Character
Before our first visit, we want you to know that success wasn't handed to us. Mark Bertrang grandparents' purpose was to make their children's lives better. His parents' purpose was to make Mark and his siblings' lives better. That was accomplished through the gift of character, sincerity and values; not money. This is how our story was written. Our gift is to help you to write your family's story of values.
Taken a few years before Mark Bertrang was born, this picture shows Mark's father reaching for the telephone while sitting around a table with his work-buddies at the Green Giant Company where he was employed for 35 years. It wasn't unusual for Mark's father to clock-in over a hundred hours a week during the summer and early fall of pea and sweet corn harvests.
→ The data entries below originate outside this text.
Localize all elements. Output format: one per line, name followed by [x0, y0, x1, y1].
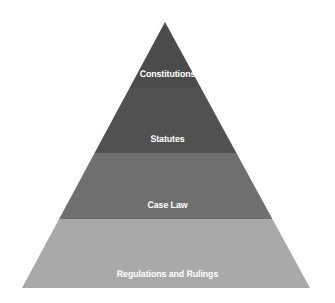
- pyramid-label-statutes: Statutes: [12, 134, 324, 145]
- pyramid-label-regulations-and-rulings: Regulations and Rulings: [12, 269, 324, 280]
- pyramid-diagram: Constitutions Statutes Case Law Regulati…: [0, 0, 335, 303]
- pyramid-label-case-law: Case Law: [12, 200, 324, 211]
- pyramid-label-constitutions: Constitutions: [12, 69, 324, 80]
- pyramid-shape: [0, 0, 335, 303]
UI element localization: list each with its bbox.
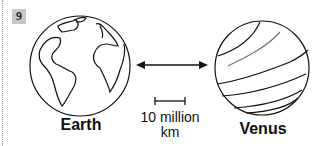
scale-bar-icon	[155, 97, 185, 105]
earth-label: Earth	[55, 116, 107, 134]
distance-arrow-icon	[136, 61, 208, 69]
venus-planet-icon	[215, 21, 309, 115]
venus-label: Venus	[236, 120, 290, 138]
earth-globe-icon	[30, 16, 130, 116]
scale-unit: km	[132, 125, 208, 140]
scale-value: 10 million	[132, 110, 208, 125]
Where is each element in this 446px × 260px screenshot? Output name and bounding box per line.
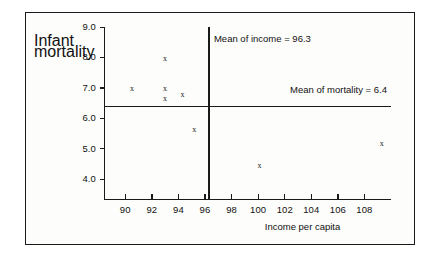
data-point: x bbox=[163, 95, 167, 103]
x-axis-tick-label: 108 bbox=[350, 204, 378, 215]
x-axis-tick-label: 90 bbox=[111, 204, 139, 215]
x-axis-tick-label: 98 bbox=[218, 204, 246, 215]
mean-of-income-label: Mean of income = 96.3 bbox=[214, 33, 311, 44]
mean-of-income-line bbox=[208, 27, 209, 199]
mean-of-mortality-label: Mean of mortality = 6.4 bbox=[26, 84, 387, 95]
y-axis-title-line-2: mortality bbox=[34, 46, 94, 57]
x-axis-tick bbox=[125, 194, 126, 199]
y-axis-tick bbox=[100, 27, 105, 28]
x-axis-tick bbox=[337, 194, 338, 199]
y-axis-tick-label: 5.0 bbox=[26, 143, 96, 154]
data-point: x bbox=[130, 85, 134, 93]
mean-of-mortality-line bbox=[104, 106, 391, 107]
data-point: x bbox=[192, 126, 196, 134]
y-axis-tick-label: 6.0 bbox=[26, 112, 96, 123]
x-axis-line bbox=[104, 199, 391, 200]
x-axis-tick bbox=[178, 194, 179, 199]
x-axis-tick-label: 96 bbox=[191, 204, 219, 215]
x-axis-tick-label: 106 bbox=[324, 204, 352, 215]
y-axis-tick bbox=[100, 57, 105, 58]
x-axis-tick bbox=[284, 194, 285, 199]
data-point: x bbox=[180, 91, 184, 99]
x-axis-tick-label: 102 bbox=[271, 204, 299, 215]
data-point: x bbox=[163, 55, 167, 63]
x-axis-tick bbox=[364, 194, 365, 199]
y-axis-tick-label: 4.0 bbox=[26, 173, 96, 184]
y-axis-line bbox=[104, 27, 105, 199]
y-axis-title: Infant mortality bbox=[34, 35, 94, 57]
data-point: x bbox=[380, 140, 384, 148]
y-axis-tick-label: 9.0 bbox=[26, 21, 96, 32]
x-axis-tick bbox=[311, 194, 312, 199]
x-axis-tick-label: 104 bbox=[297, 204, 325, 215]
data-point: x bbox=[257, 162, 261, 170]
x-axis-tick-label: 94 bbox=[164, 204, 192, 215]
x-axis-tick bbox=[204, 194, 205, 199]
x-axis-tick bbox=[151, 194, 152, 199]
x-axis-tick-label: 100 bbox=[244, 204, 272, 215]
x-axis-tick bbox=[231, 194, 232, 199]
y-axis-tick bbox=[100, 179, 105, 180]
x-axis-tick bbox=[258, 194, 259, 199]
x-axis-tick-label: 92 bbox=[138, 204, 166, 215]
y-axis-tick bbox=[100, 148, 105, 149]
x-axis-title: Income per capita bbox=[265, 221, 341, 232]
data-point: x bbox=[163, 85, 167, 93]
figure-panel: 4.05.06.07.08.09.09092949698100102104106… bbox=[25, 12, 415, 245]
y-axis-tick bbox=[100, 118, 105, 119]
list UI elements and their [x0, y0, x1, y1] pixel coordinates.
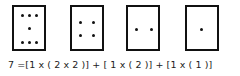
dot — [92, 21, 95, 24]
dot — [150, 28, 153, 31]
dot — [200, 28, 203, 31]
dot — [21, 14, 24, 17]
dot — [79, 34, 82, 37]
equation-text: 7 =[1 x ( 2 x 2 )] + [ 1 x ( 2 )] + [1 x… — [8, 59, 212, 70]
dot — [28, 41, 31, 44]
dot — [21, 41, 24, 44]
dot — [35, 14, 38, 17]
dot — [35, 41, 38, 44]
box-two-dots — [126, 5, 160, 51]
dot — [92, 34, 95, 37]
dot — [28, 14, 31, 17]
box-four-dots — [70, 5, 104, 51]
dot — [28, 27, 31, 30]
dot — [135, 28, 138, 31]
dot — [79, 21, 82, 24]
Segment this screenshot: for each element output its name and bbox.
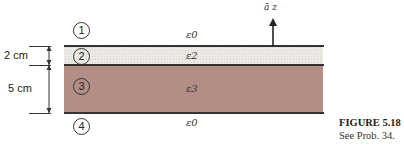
unit-vector-label: ā z <box>264 2 277 12</box>
region-3-marker: 3 <box>73 78 90 95</box>
boundary-3-4 <box>64 112 324 114</box>
boundary-1-2 <box>64 45 324 47</box>
arrow-up-icon <box>266 18 280 46</box>
thickness-region-3: 5 cm <box>8 82 32 94</box>
thickness-region-2: 2 cm <box>4 49 28 61</box>
region-2-permittivity: ε2 <box>186 50 198 61</box>
figure-caption-subtitle: See Prob. 34. <box>339 130 395 141</box>
figure-caption-title: FIGURE 5.18 <box>339 117 401 128</box>
region-1-permittivity: ε0 <box>186 29 198 40</box>
dimension-arrows <box>44 46 54 114</box>
region-4-permittivity: ε0 <box>186 117 198 128</box>
region-4-marker: 4 <box>73 118 90 135</box>
region-1-marker: 1 <box>73 22 90 39</box>
region-3-permittivity: ε3 <box>186 83 198 94</box>
region-2-marker: 2 <box>73 48 90 65</box>
boundary-2-3 <box>64 64 324 66</box>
Mark Bertrang's Grandmother on his father's side is shown here, standing to the far right. She worked many 8-to-10 hour days, plucking chickens by hand. Later on, she worked in the candling and egg breaking rooms of the same factory. During his youth, Mark remembers his grandmother still working 12-hour shifts during summer months at a local vegetable-canning factory to make extra money during her retirement years.
A French Canadian, Mark Bertrang's Great Grandfather Moison farmed 80 acres after he came to the United States. Mark's father enjoys telling the story of getting into trouble with Grandma Moison when he was a young boy, because he used the wrong toilet paper. His grandparents didn't have indoor plumbing, instead they only had an outhouse. Mark's father would tell how his grandmother would carefully save the soft tissue paper when unwrapping individual peaches from grocery store wooden crates. The soft paper was to be used only by "company" while the family, on the other hand was supposed to use the single pages of paper torn from a SEARS catalog, which was left for them in the outhouse.
Mark Bertrang's Grandpa Kuntz was five years old when he arrived in the United States. He only attended five years of school because he was needed at home. In 1942, he and Mark's Grandmother took over a bakery business in northern Minnesota. They were so poor on their first day of business, that they only had $3.00 in the store cash register, by which to make change. They ran the bakery together until Grandpa retired at the age of 67. See the 11-year old girl? That's Mark's mother. As an adult, she worked for 20 years at a health clinic
Grandpa Kuntz's ancestors were German, but left Germany for Russia with the promise of free land. Things weren't as they had been promised though; so in time, they left. Mark's Grandfather and his parents left Russia with only a very few possessions to begin their new life in America.
Mark Bertrang's Grandpa and Grandma Schela, his mother's grandparents ran a little general store for many years. The store was in the front, while they lived in the rear. They worked into their eighties -- saving for retirement! The story goes, that they probably gave away more items than they actually sold, since many folks had little means in which to pay. Their daughter, Mark's Grandmother Kuntz is shown standing to the left.